Página 343 - ... how little in general people know about the sky. It is the part of creation in which nature has done more for the sake of pleasing man, more for the sole and evident purpose of talking to him and teaching him, than in any other of her works, and it is just the part in which we least attend to her. There are not many of her other works in which some more material or essential purpose than the mere pleasing of man is not answered...
Página 43 - ... remnants of mighty edifices, not one left upon another, lie upon them to keep them down. A dull purple poisonous haze stretches level along the desert, veiling its spectral wrecks of massy ruins, on whose rents the red light rests, like dying fire on defiled altars.
Página 353 - Attained his western bound ; but rays of light — Now suddenly diverging from the orb Retired behind the mountain tops or veiled By the dense air — shot upwards...
Página 418 - And then you shall hear the fainting tempest die in the hollow of the night, and you shall see a green halo kindling on the summit of the eastern hills, brighter — brighter yet, till the large white circle of the slow moon is lifted up among the barred clouds, step by step, line by line; star after star she quenches with her kindling light, setting in their stead an army of pale, penetrable, fleecy wreaths in the heaven, to give light upon the earth, which move together, hand in hand, company by...
Página 345 - One says it has been wet; and another, it has been windy; and another, it has been warm.

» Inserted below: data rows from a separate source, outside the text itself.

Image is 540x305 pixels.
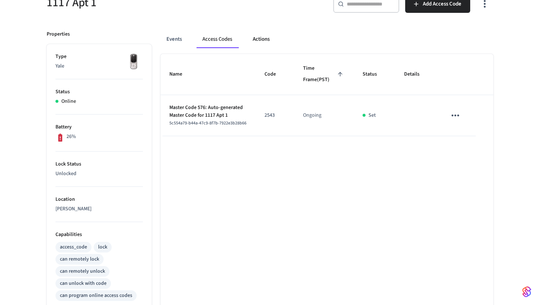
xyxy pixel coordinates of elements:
div: access_code [60,244,87,251]
span: Name [169,69,192,80]
div: lock [98,244,107,251]
button: Access Codes [197,30,238,48]
td: Ongoing [294,95,354,136]
div: can unlock with code [60,280,107,288]
p: Online [61,98,76,105]
div: ant example [161,30,493,48]
p: Yale [55,62,143,70]
p: Unlocked [55,170,143,178]
p: 2543 [265,112,285,119]
img: SeamLogoGradient.69752ec5.svg [522,286,531,298]
span: Status [363,69,386,80]
p: Set [368,112,376,119]
button: Actions [247,30,276,48]
span: 5c554a79-b44a-47c9-8f7b-7922e3b28b66 [169,120,247,126]
p: [PERSON_NAME] [55,205,143,213]
p: Capabilities [55,231,143,239]
p: Status [55,88,143,96]
div: can remotely lock [60,256,99,263]
p: Lock Status [55,161,143,168]
table: sticky table [161,54,493,136]
span: Details [404,69,429,80]
span: Code [265,69,285,80]
p: 26% [66,133,76,141]
p: Battery [55,123,143,131]
p: Properties [47,30,70,38]
p: Master Code 576: Auto-generated Master Code for 1117 Apt 1 [169,104,247,119]
div: can remotely unlock [60,268,105,276]
div: can program online access codes [60,292,132,300]
span: Time Frame(PST) [303,63,345,86]
p: Location [55,196,143,204]
button: Events [161,30,188,48]
img: Yale Assure Touchscreen Wifi Smart Lock, Satin Nickel, Front [125,53,143,71]
p: Type [55,53,143,61]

Who, among the whole chattering crowd, can tell me of the forms and the precipices of the chain of tall, white mountains that girded the horizon at noon yesterday? Who saw the narrow sunbeam that came out of the south and smote upon their summits until they melted and moldered away in a dust of blue rain? Who saw the dance of the dead clouds when the sunlight left them last night and the west wind blew them before...
Página 147 - As when a painter, poring on a face, Divinely thro' all hindrance finds the man Behind it, and so paints him that his face, The shape and colour of a mind and life, Lives for his children, ever at its best And fullest...
Página 418 - ... sun, seeming not far away, but burning like a red-hot ball beside you, and as if you could reach it, plunges through the rushing wind and rolling cloud with headlong fall, as if it meant to rise no more, dyeing all the air about it with blood.
Página 42 - Perhaps there is no more impressive scene on earth, than the solitary extent of the Campagna of Rome under evening light. Let the reader imagine himself for a moment withdrawn from the sounds and motion of the living world, and sent forth alone into this wild and wasted plain. The earth yields and crumbles beneath his...
Página 624 - They should go to nature in all singleness of heart, and walk with her, laboriously and trustingly, having no other thought but how best to penetrate her meaning ; rejecting nothing, selecting nothing, and scorning nothing.